• _EXERCISE BRIEF_
At the line with "What do you see at coordinates (1330, 115)", start transcribing; stop after the last line of the data below. Keep it exact and leave pictures out.

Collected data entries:
####################
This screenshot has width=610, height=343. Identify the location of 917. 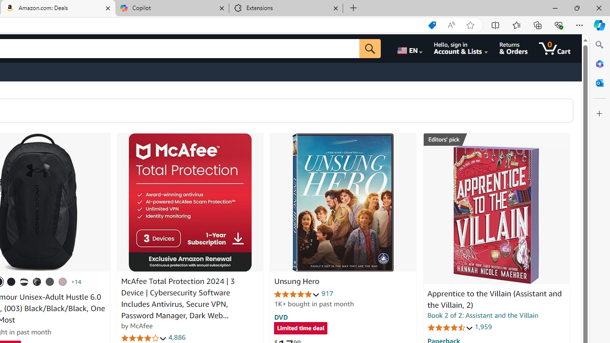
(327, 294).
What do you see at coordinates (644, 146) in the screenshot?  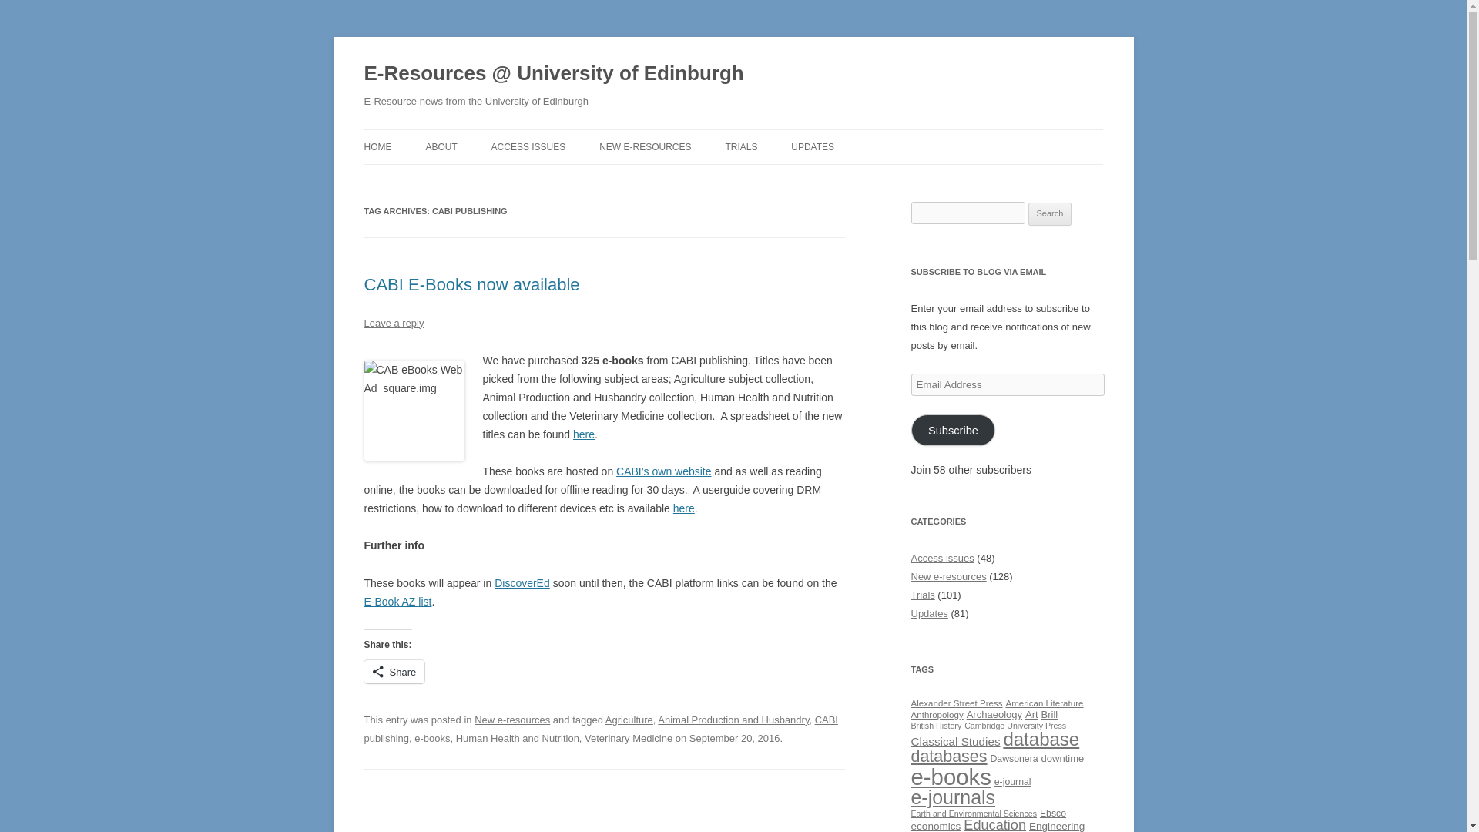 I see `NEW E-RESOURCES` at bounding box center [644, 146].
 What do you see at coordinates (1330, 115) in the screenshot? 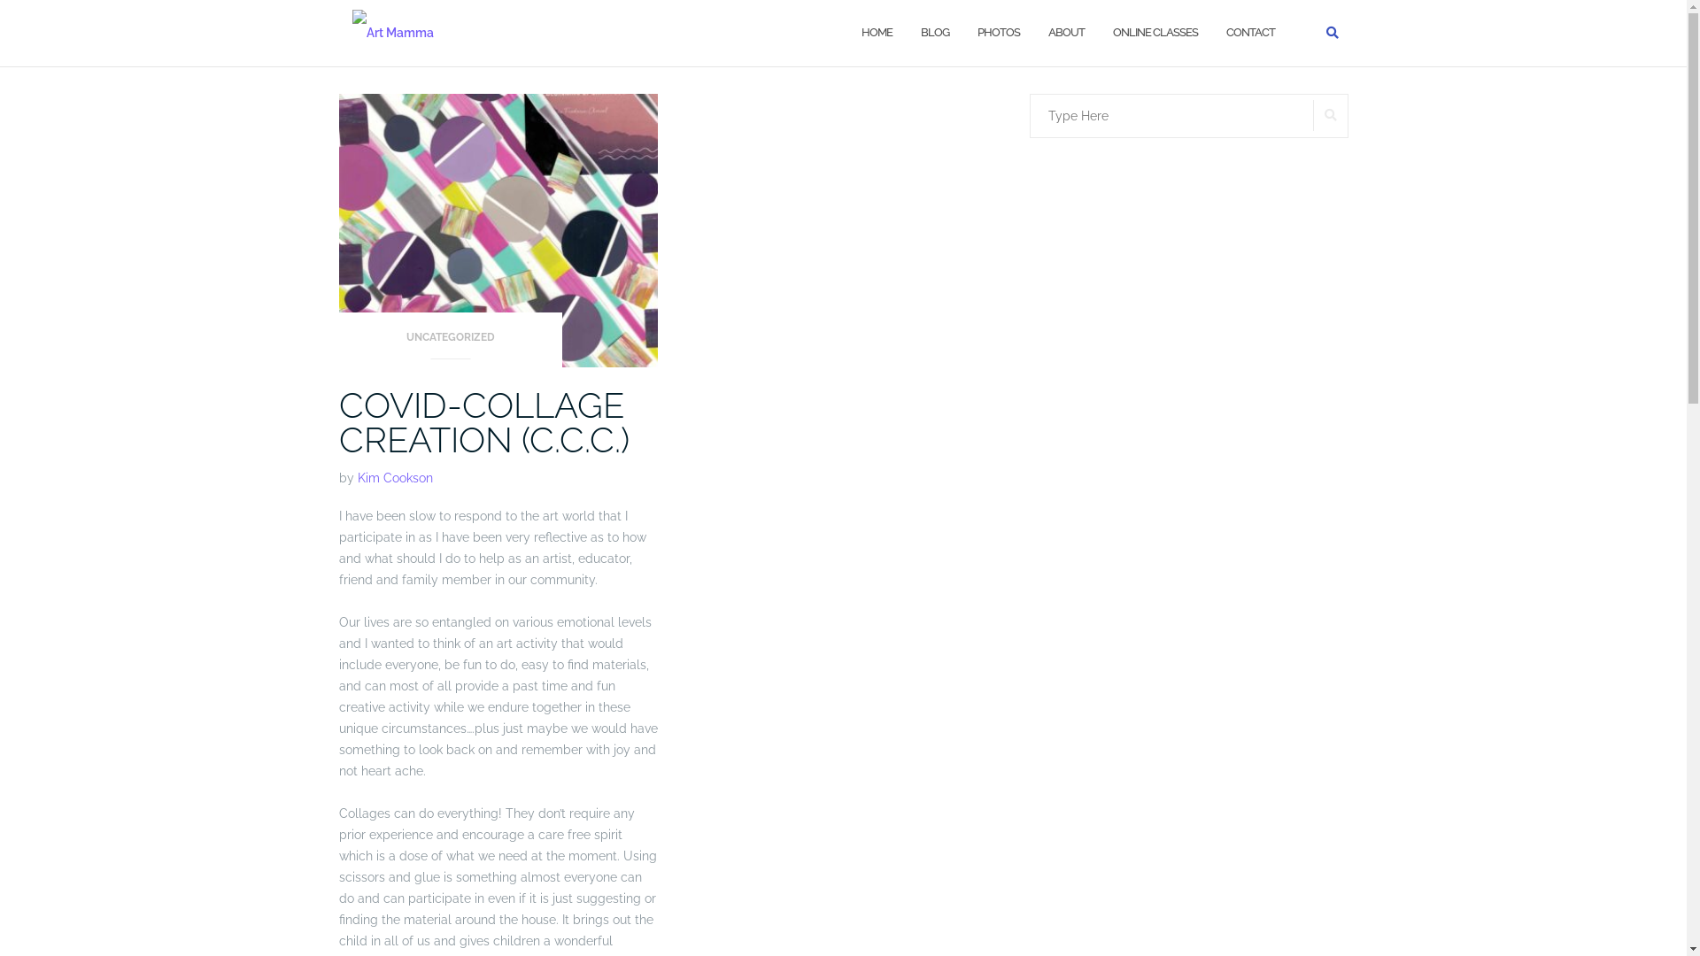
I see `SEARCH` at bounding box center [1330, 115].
####################
• _RESULT OF THE TASK_
 What do you see at coordinates (1330, 115) in the screenshot? 
I see `SEARCH` at bounding box center [1330, 115].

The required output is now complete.